Good analogy, kinda like astrophysicists trying to understand plasma physics. There seems to be an overabundance of house painters trying to figure out how the electricians wired the house.

they will just say: "You know, our calculations weren't exact, sorry.." ... and after then they will get sucked too.
Just one more of the many great reasons why we need to establish independent colonies elsewhere, and fast.

Could a black hole where the earth used to be be useful in any way? Any ideas?

esearchers find it would require 2.4 times less energy to create a black hole than thought
That little bit of useless information isn't even fascinating.

Bottom Line is that by 2010, expts. at 7 Tev did Not produce any black holes at LHC. That was the predicted threshold for quantum gravity effects. Something ventured but nothing seen. What a shame.

This made me wonder. If you could keep on pumping kinetic energy into a particle, would it eventually have sufficient kinetic energy to form a black hole?
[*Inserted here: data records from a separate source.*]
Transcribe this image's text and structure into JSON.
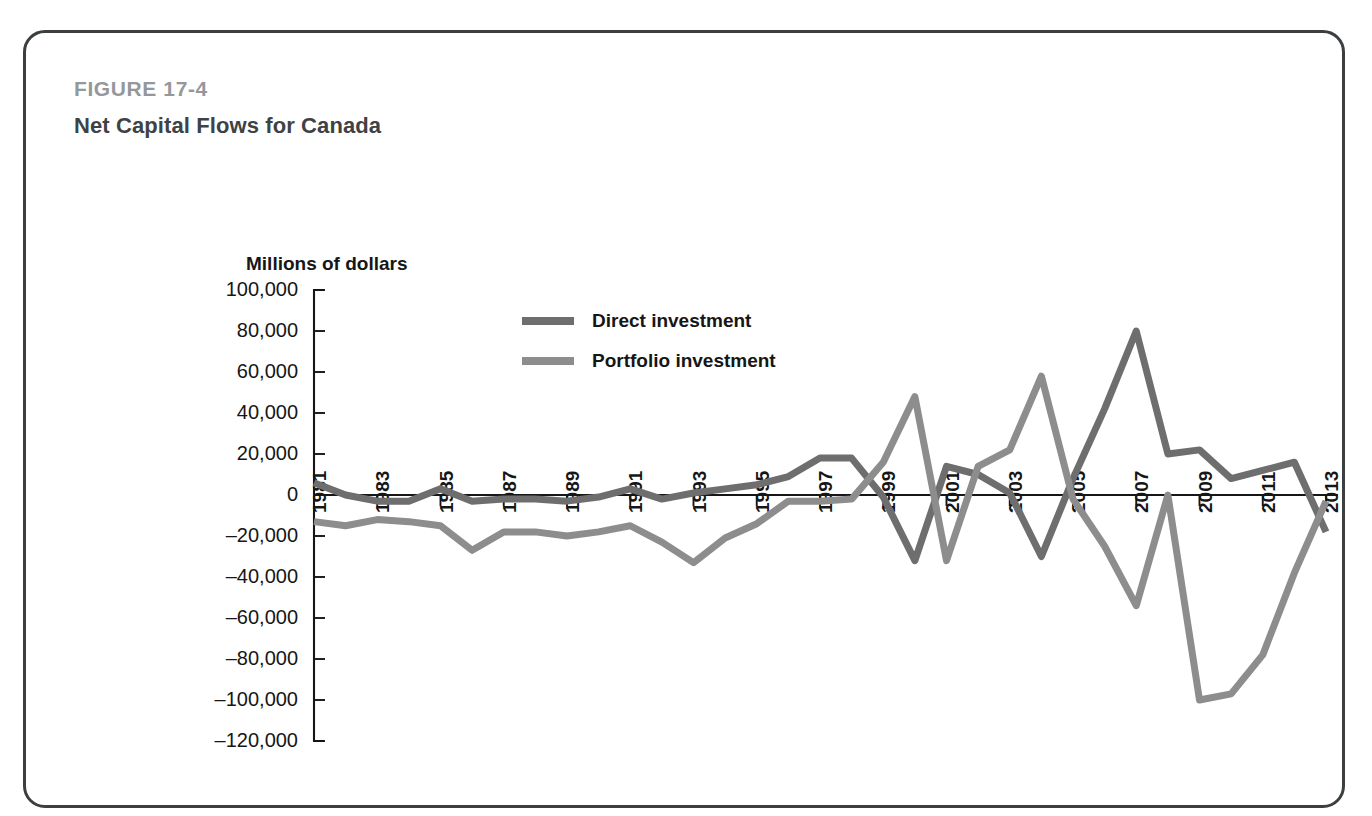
{
  "figure": {
    "number_label": "FIGURE 17-4",
    "title": "Net Capital Flows for Canada"
  },
  "colors": {
    "frame_border": "#3c3f41",
    "figure_number": "#95989b",
    "figure_title": "#3f4244",
    "axis": "#161616",
    "direct_investment": "#6e6e6e",
    "portfolio_investment": "#8d8d8d",
    "background": "#ffffff"
  },
  "chart_data": {
    "type": "line",
    "title": "Net Capital Flows for Canada",
    "subtitle": "",
    "ylabel": "Millions of dollars",
    "xlabel": "",
    "ylim": [
      -120000,
      100000
    ],
    "ytick_step": 20000,
    "ytick_labels": [
      "100,000",
      "80,000",
      "60,000",
      "40,000",
      "20,000",
      "0",
      "–20,000",
      "–40,000",
      "–60,000",
      "–80,000",
      "–100,000",
      "–120,000"
    ],
    "ytick_values": [
      100000,
      80000,
      60000,
      40000,
      20000,
      0,
      -20000,
      -40000,
      -60000,
      -80000,
      -100000,
      -120000
    ],
    "xlim": [
      1981,
      2013
    ],
    "x": [
      1981,
      1982,
      1983,
      1984,
      1985,
      1986,
      1987,
      1988,
      1989,
      1990,
      1991,
      1992,
      1993,
      1994,
      1995,
      1996,
      1997,
      1998,
      1999,
      2000,
      2001,
      2002,
      2003,
      2004,
      2005,
      2006,
      2007,
      2008,
      2009,
      2010,
      2011,
      2012,
      2013
    ],
    "xtick_labels_shown": [
      "1981",
      "1983",
      "1985",
      "1987",
      "1989",
      "1991",
      "1993",
      "1995",
      "1997",
      "1999",
      "2001",
      "2003",
      "2005",
      "2007",
      "2009",
      "2011",
      "2013"
    ],
    "xtick_label_rotation": -90,
    "grid": false,
    "zero_line": true,
    "legend_position": "inside-top-center",
    "series": [
      {
        "name": "Direct investment",
        "color": "#6e6e6e",
        "values": [
          6000,
          0,
          -3000,
          -3000,
          3000,
          -3000,
          -2000,
          -2000,
          -3000,
          -1000,
          3000,
          -2000,
          1000,
          3000,
          5000,
          9000,
          18000,
          18000,
          -1000,
          -32000,
          14000,
          10000,
          1000,
          -30000,
          8000,
          42000,
          80000,
          20000,
          22000,
          8000,
          12000,
          16000,
          -18000
        ]
      },
      {
        "name": "Portfolio investment",
        "color": "#8d8d8d",
        "values": [
          -13000,
          -15000,
          -12000,
          -13000,
          -15000,
          -27000,
          -18000,
          -18000,
          -20000,
          -18000,
          -15000,
          -23000,
          -33000,
          -21000,
          -14000,
          -3000,
          -3000,
          -2000,
          16000,
          48000,
          -32000,
          14000,
          22000,
          58000,
          -2000,
          -25000,
          -54000,
          0,
          -100000,
          -97000,
          -78000,
          -38000,
          -3000
        ]
      }
    ]
  },
  "legend": {
    "entries": [
      {
        "label": "Direct investment",
        "color": "#6e6e6e"
      },
      {
        "label": "Portfolio investment",
        "color": "#8d8d8d"
      }
    ]
  }
}
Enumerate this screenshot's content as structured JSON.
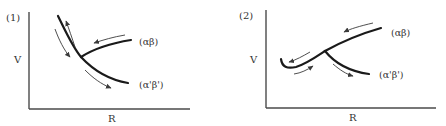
{
  "figure": {
    "panels": [
      {
        "id": "1",
        "label": "(1)",
        "y_axis_label": "V",
        "x_axis_label": "R",
        "curves": [
          {
            "name": "alpha-beta",
            "label": "(αβ)"
          },
          {
            "name": "alpha-prime-beta-prime",
            "label": "(α'β')"
          }
        ]
      },
      {
        "id": "2",
        "label": "(2)",
        "y_axis_label": "V",
        "x_axis_label": "R",
        "curves": [
          {
            "name": "alpha-beta",
            "label": "(αβ)"
          },
          {
            "name": "alpha-prime-beta-prime",
            "label": "(α'β')"
          }
        ]
      }
    ],
    "colors": {
      "curve": "#1a1a1a",
      "axis": "#4a4a4a",
      "text": "#333333",
      "background": "#ffffff"
    }
  }
}
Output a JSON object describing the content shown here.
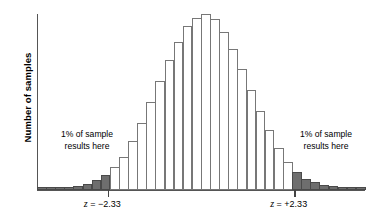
{
  "chart": {
    "ylabel": "Number of samples",
    "xlabel": "",
    "title": ""
  },
  "annotations": {
    "left": {
      "line1": "1% of sample",
      "line2": "results here"
    },
    "right": {
      "line1": "1% of sample",
      "line2": "results here"
    }
  },
  "ticks": {
    "left": {
      "var": "z",
      "eq": " = ",
      "value": "−2.33"
    },
    "right": {
      "var": "z",
      "eq": " = ",
      "value": "+2.33"
    }
  },
  "colors": {
    "bar_fill": "#ffffff",
    "bar_stroke": "#777777",
    "shaded_fill": "#6e6e6e",
    "shaded_stroke": "#4a4a4a",
    "axis": "#555555",
    "text": "#000000"
  },
  "chart_data": {
    "type": "bar",
    "title": "",
    "xlabel": "",
    "ylabel": "Number of samples",
    "grid": false,
    "legend": null,
    "ylim": [
      0,
      100
    ],
    "xlim": [
      -4.1,
      4.1
    ],
    "bin_width_z": 0.228,
    "x_tick_labels": [
      "z = −2.33",
      "z = +2.33"
    ],
    "x_tick_values": [
      -2.33,
      2.33
    ],
    "shaded_regions": [
      {
        "from": -4.1,
        "to": -2.33,
        "label": "1% of sample results here",
        "fill": "#6e6e6e"
      },
      {
        "from": 2.33,
        "to": 4.1,
        "label": "1% of sample results here",
        "fill": "#6e6e6e"
      }
    ],
    "categories": [
      "-4.10",
      "-3.87",
      "-3.64",
      "-3.42",
      "-3.19",
      "-2.96",
      "-2.73",
      "-2.50",
      "-2.28",
      "-2.05",
      "-1.82",
      "-1.59",
      "-1.37",
      "-1.14",
      "-0.91",
      "-0.68",
      "-0.46",
      "-0.23",
      "0.00",
      "0.23",
      "0.46",
      "0.68",
      "0.91",
      "1.14",
      "1.37",
      "1.59",
      "1.82",
      "2.05",
      "2.28",
      "2.50",
      "2.73",
      "2.96",
      "3.19",
      "3.42",
      "3.64",
      "3.87"
    ],
    "values": [
      1.5,
      1.5,
      1.5,
      1.5,
      2.5,
      3.5,
      5.5,
      8.5,
      13.0,
      19.0,
      28.0,
      38.0,
      50.0,
      62.0,
      74.0,
      84.0,
      93.0,
      98.0,
      100.0,
      97.0,
      90.0,
      80.0,
      69.0,
      57.0,
      45.0,
      34.0,
      24.0,
      16.0,
      10.0,
      6.5,
      4.5,
      3.0,
      2.0,
      1.5,
      1.5,
      1.5
    ],
    "shaded_flags": [
      true,
      true,
      true,
      true,
      true,
      true,
      true,
      true,
      false,
      false,
      false,
      false,
      false,
      false,
      false,
      false,
      false,
      false,
      false,
      false,
      false,
      false,
      false,
      false,
      false,
      false,
      false,
      false,
      true,
      true,
      true,
      true,
      true,
      true,
      true,
      true
    ]
  }
}
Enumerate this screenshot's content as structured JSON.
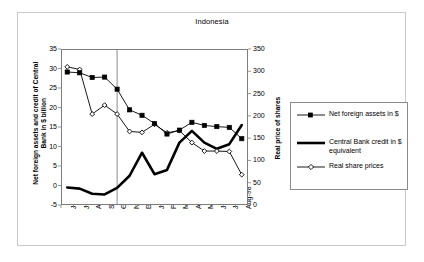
{
  "figure": {
    "title": "Indonesia",
    "border_color": "#c9c9c9",
    "plot_border_color": "#7d7d7d"
  },
  "axes": {
    "left": {
      "title": "Net foreign assets and credit of Central Bank in $ billion",
      "ticks": [
        "35",
        "30",
        "25",
        "20",
        "15",
        "10",
        "5",
        "0",
        "-5"
      ],
      "min": -5,
      "max": 35
    },
    "right": {
      "title": "Real price of shares",
      "ticks": [
        "350",
        "300",
        "250",
        "200",
        "150",
        "100",
        "50",
        "0"
      ],
      "min": 0,
      "max": 350
    },
    "x": {
      "labels": [
        "Jun-97",
        "Jul-97",
        "Aug-97",
        "Sep-97",
        "Oct-97",
        "Nov-97",
        "Dec-97",
        "Jan-98",
        "Feb-98",
        "Mar-98",
        "Apr-98",
        "May-98",
        "Jun-98",
        "Jul-98",
        "Aug-98"
      ]
    }
  },
  "legend": {
    "entries": [
      {
        "label": "Net foreign assets in $",
        "key": "square-marker-line"
      },
      {
        "label": "Central Bank credit in $ equivalent",
        "key": "thick-line"
      },
      {
        "label": "Real share prices",
        "key": "diamond-marker-line"
      }
    ]
  },
  "annotations": {
    "vline_at": "Oct-97"
  },
  "chart_data": {
    "type": "line",
    "title": "Indonesia",
    "xlabel": "",
    "ylabel": "Net foreign assets and credit of Central Bank in $ billion",
    "y2label": "Real price of shares",
    "ylim": [
      -5,
      35
    ],
    "y2lim": [
      0,
      350
    ],
    "grid": false,
    "legend_position": "right",
    "categories": [
      "Jun-97",
      "Jul-97",
      "Aug-97",
      "Sep-97",
      "Oct-97",
      "Nov-97",
      "Dec-97",
      "Jan-98",
      "Feb-98",
      "Mar-98",
      "Apr-98",
      "May-98",
      "Jun-98",
      "Jul-98",
      "Aug-98"
    ],
    "vertical_reference_line": "Oct-97",
    "series": [
      {
        "name": "Net foreign assets in $",
        "axis": "left",
        "marker": "filled-square",
        "values": [
          29.1,
          28.9,
          27.7,
          27.8,
          24.7,
          19.4,
          18.0,
          15.9,
          13.2,
          14.2,
          16.2,
          15.4,
          15.1,
          14.9,
          12.0
        ]
      },
      {
        "name": "Central Bank credit in $ equivalent",
        "axis": "left",
        "marker": "none",
        "values": [
          -0.5,
          -0.8,
          -2.1,
          -2.3,
          -0.6,
          2.5,
          8.4,
          2.9,
          4.0,
          11.0,
          14.0,
          11.0,
          9.4,
          10.6,
          15.5
        ]
      },
      {
        "name": "Real share prices",
        "axis": "right",
        "marker": "open-diamond",
        "values": [
          310,
          304,
          204,
          224,
          204,
          165,
          163,
          181,
          162,
          167,
          140,
          121,
          121,
          120,
          68
        ]
      }
    ]
  }
}
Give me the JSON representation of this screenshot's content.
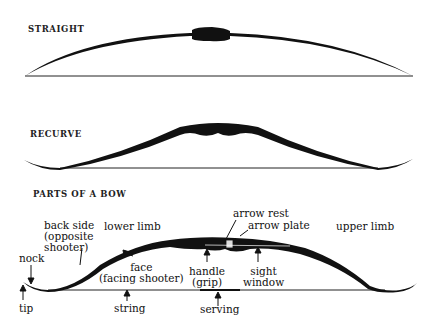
{
  "diagrams": {
    "straight": {
      "title": "STRAIGHT"
    },
    "recurve": {
      "title": "RECURVE"
    },
    "parts": {
      "title": "PARTS OF A BOW",
      "labels": {
        "back_side_1": "back side",
        "back_side_2": "(opposite",
        "back_side_3": "shooter)",
        "lower_limb": "lower limb",
        "nock": "nock",
        "tip": "tip",
        "face_1": "face",
        "face_2": "(facing shooter)",
        "string": "string",
        "arrow_rest": "arrow rest",
        "arrow_plate": "arrow plate",
        "upper_limb": "upper limb",
        "handle_1": "handle",
        "handle_2": "(grip)",
        "sight_1": "sight",
        "sight_2": "window",
        "serving": "serving"
      }
    }
  },
  "colors": {
    "ink": "#111111",
    "background": "#ffffff"
  }
}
This would be quite odd because if you had two particles doing this (with low relative speed) then they wouldn't perceive each other as black holes.

What gives?

@Natello. In dense Cheese Hole analogy model, the cheese around the holes doesn't allow for varying vacuum density because it's a frikkin vacuum. This is supported by Casimir's dense mayonaise theory http://apod.nasa....801.html in which a fixed amount of empty space-time in vacuum will not produce more zero point energy if you make it denser in one of it's 4 dimensions.

then again, we all knew Cheese and Mayo would go well together.

Cheese hole modelling doesn't work well with French or Swiss cheese and therefore the French and Swiss bungholes @ CERN refuse this model.

Aparently, despite the fact my theory holds up with every new scientific discovery, you have to revert to alternative theories as well, which makes me suspect you are part of the Swiss/French mainstream physics conspiracy.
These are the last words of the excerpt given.